The current const generics make it hard for external tools to deserialize a network that could be of any given type. Thus,I propose the following:
trait Dims {
// might be able to simplify this with AsRef<[Neuron]> and AsMut<[Neuron> or the Deref traits
type InputLayer
where
Self::InputLayer: Index<usize, Output = Neuron> + IndexMut<usize>,
for<'a> &'a Self::InputLayer: IntoIterator<Item = &'a Neuron>,
for<'a> &'a mut Self::InputLayer: IntoIterator<Item = &'a mut Neuron>;
type OutputLayer; // ... same constraints
fn init_input_layer(&self) -> Self::InputLayer;
fn init_output_layer(&self) -> Self::OutputLayer;
}
struct NeuralNetwork<D: Dims> { ... }
impl<D: Dims> NeuralNetwork<D> {
pub fn new(dims: &D, ...) -> Self {
// ... gets empty collections via init_input_layer and init_output_layer
}
}
#[derive(Debug, Copy, Clone, Default ...)]
struct StaticDims<const I: usize, const O: usize>; // uses fixed-length arrays
#[derive(Debug, Clone, ...)]
struct DynamicDims {
input: usize,
output: usize,
}; // uses Vec
StaticDims and DynamicDims should be compatible with each other for serialization as well, meaning a neural network could be trained with fixed-length optimizations and then easily interpreted by a tool which does not know its input and output lengths at compile time.
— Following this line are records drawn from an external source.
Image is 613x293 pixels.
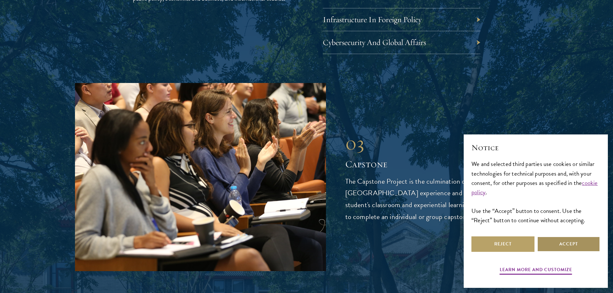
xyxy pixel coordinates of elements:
button: Learn more and customize [499,266,572,276]
h2: Capstone [345,158,538,171]
a: Cybersecurity And Global Affairs [323,37,426,47]
h2: Notice [471,142,600,153]
div: We and selected third parties use cookies or similar technologies for technical purposes and, wit... [471,159,600,224]
p: The Capstone Project is the culmination of students' [GEOGRAPHIC_DATA] experience and a final pre... [345,176,538,223]
div: 03 [345,132,538,155]
a: cookie policy [471,178,598,197]
button: Accept [537,236,600,252]
a: Infrastructure In Foreign Policy [323,14,421,24]
button: Reject [471,236,534,252]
The current const generics make it hard for external tools to deserialize a network that could be of any given type. Thus,I propose the following:
StaticDims and DynamicDims should be compatible with each other for serialization as well, meaning a neural network could be trained with fixed-length optimizations and then easily interpreted by a tool which does not know its input and output lengths at compile time.